Suggested Answer Gosh My Dad had eighty good years. He died on Friday after eighty five, and we're taking all this so calmly but for some odd reason there are all these questions that -- y'know. He fought in WWII. In the German Theater. My earliest memories of the Ring of the Niebelungs were a summary in the World Book encyclopedia and all KINDS of references in the propaganda and the historical material Dad collected until the end. When I brought home a recording from the library, it was okay because Jean Madeira sang Erda. She was married to Francis Madeira who conducted the local symphony which we all attended and the name of course was Portuguese. That was what made it okay. I didn't get into it or discover the Niebelungenlied and Dietrich Von Berne till I was out on my own.

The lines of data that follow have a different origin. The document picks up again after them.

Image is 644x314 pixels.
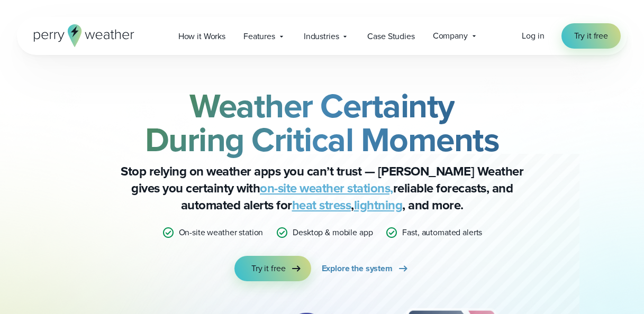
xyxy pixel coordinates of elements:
span: Try it free [251,262,285,274]
span: Case Studies [367,30,415,43]
span: Features [243,30,275,43]
span: How it Works [178,30,226,43]
span: Industries [303,30,339,43]
p: Fast, automated alerts [402,226,482,239]
a: on-site weather stations, [260,178,393,197]
p: On-site weather station [179,226,264,239]
a: Explore the system [322,255,410,281]
a: heat stress [292,195,351,214]
a: Case Studies [358,25,423,47]
strong: Weather Certainty During Critical Moments [145,81,499,164]
a: Try it free [561,23,620,48]
p: Desktop & mobile app [292,226,372,239]
a: Log in [522,29,544,42]
span: Explore the system [322,262,392,274]
span: Try it free [574,29,607,42]
a: How it Works [169,25,234,47]
a: Try it free [234,255,310,281]
p: Stop relying on weather apps you can’t trust — [PERSON_NAME] Weather gives you certainty with rel... [110,163,534,213]
a: lightning [354,195,403,214]
span: Company [433,29,468,42]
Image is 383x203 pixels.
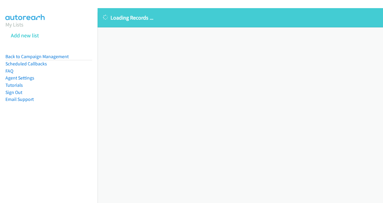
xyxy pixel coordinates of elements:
p: Loading Records ... [103,14,377,22]
a: Tutorials [5,82,23,88]
a: Agent Settings [5,75,34,81]
a: Scheduled Callbacks [5,61,47,66]
a: Back to Campaign Management [5,54,69,59]
a: FAQ [5,68,13,74]
a: Sign Out [5,89,22,95]
a: My Lists [5,21,23,28]
a: Add new list [11,32,39,39]
a: Email Support [5,96,34,102]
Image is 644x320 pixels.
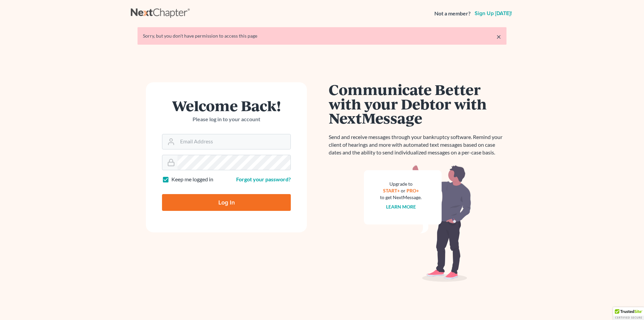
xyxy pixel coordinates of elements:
div: to get NextMessage. [380,194,422,201]
h1: Welcome Back! [162,98,291,113]
div: Sorry, but you don't have permission to access this page [143,33,501,39]
label: Keep me logged in [171,175,213,183]
a: Sign up [DATE]! [473,11,513,16]
p: Please log in to your account [162,115,291,123]
p: Send and receive messages through your bankruptcy software. Remind your client of hearings and mo... [329,133,506,157]
span: or [401,188,405,193]
img: nextmessage_bg-59042aed3d76b12b5cd301f8e5b87938c9018125f34e5fa2b7a6b67550977c72.svg [364,164,471,282]
a: × [496,33,501,41]
a: Learn more [386,204,416,210]
div: Upgrade to [380,180,422,187]
a: START+ [383,188,399,193]
input: Log In [162,194,291,211]
div: TrustedSite Certified [613,307,644,320]
a: Forgot your password? [236,176,291,182]
strong: Not a member? [434,10,470,17]
input: Email Address [177,134,291,149]
a: PRO+ [406,188,419,193]
h1: Communicate Better with your Debtor with NextMessage [329,82,506,125]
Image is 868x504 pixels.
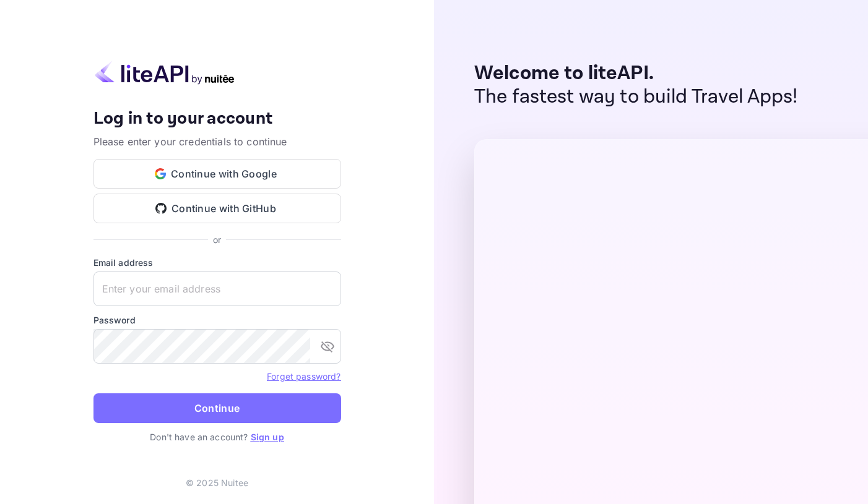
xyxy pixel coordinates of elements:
a: Sign up [251,432,284,443]
label: Password [94,314,341,327]
img: liteapi [94,61,235,85]
a: Forget password? [266,371,340,382]
p: Welcome to liteAPI. [474,62,798,86]
p: The fastest way to build Travel Apps! [474,86,798,109]
input: Enter your email address [94,272,341,306]
button: toggle password visibility [315,334,340,359]
button: Continue with Google [94,159,341,189]
button: Continue with GitHub [94,193,341,224]
p: Please enter your credentials to continue [94,134,341,149]
a: Forget password? [266,370,340,382]
label: Email address [94,256,341,269]
h4: Log in to your account [94,108,341,130]
p: Don't have an account? [94,431,341,443]
button: Continue [94,393,341,424]
p: or [213,233,221,246]
p: © 2025 Nuitee [186,477,248,489]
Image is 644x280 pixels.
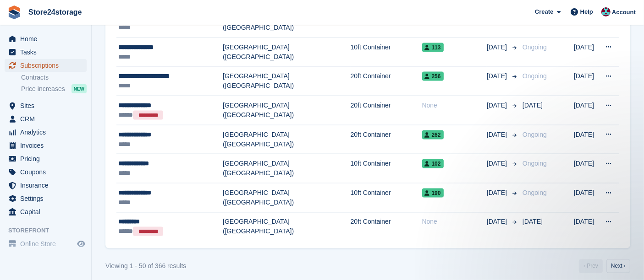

Plus Wagner was an anti-Semite. I mean, the more you learn about him, the WORSE he sounds -- like the Gnostics. You read Origen first on how horrible they are and pretty soon you get tired of Christian Orthodoxy. Then you get your hands when you are older on the Secret Gospel of John and read about Jesus leading his disciples in a dance to celebrate that someone else instead of him was crucified and you get the sickening suspicion that maybe Origen was right. "An abyss of madness and heresy."
Hitler did love him, and promote him. Fritz Lang loved him enough to do two films about Siegfried before he left because he did NOT love the Nazis, but the truth is that Wagner and therefore Siegfried were controversial for GOOD reason. Had he been alive in the thirties and forties, there is no question that he would have been a nazi, as the Wagners in charge of Bayreuth at the time were.
And in fact most of the world remembers this.